I've given this a strong downvote, but I'm writing a comment so the OP and passerby aren't confused why a long comment that provides relevant answers is (currently) sitting at -3 karma:

  1. Repeating the false but popular assertion that smart people can't outperform indexes without insider knowledge/huge amounts of luck.
  2. Conflating whether it's moral to invest in China with whether it is profitable.
  3. The suggestion that the asker should look into selling moonshine/other contraband. (This isn't a moral complaint, it's just bad advice. Starting a manufacturing business isn't a remotely suitable replacement for stock investing + the risk adjusted returns of such a business are very poor.)
Replies from: mikkel-wilson, stuart-anderson
comment by MikkW (mikkel-wilson) · 2020-07-27T04:06:42.638Z · LW(p) · GW(p)

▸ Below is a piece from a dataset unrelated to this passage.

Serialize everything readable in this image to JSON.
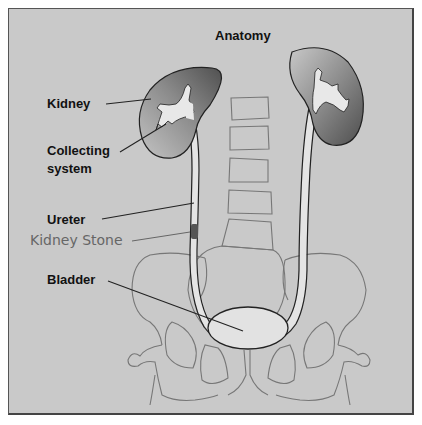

Conflating moral with profitable

I say props to Stuart for not letting Goodhart get the best of him, and we should follow suit. Investing in China might be profitable (i.e. provide financial returns), but it also increases the probability of living in a world that I don't want to live in- for selfish reasons as much as moral reasons.

When investing, it's far too easy to be blinded by the numbers, and end up actively incentivizing bad things to happen. That's not something rationalists should strive to do.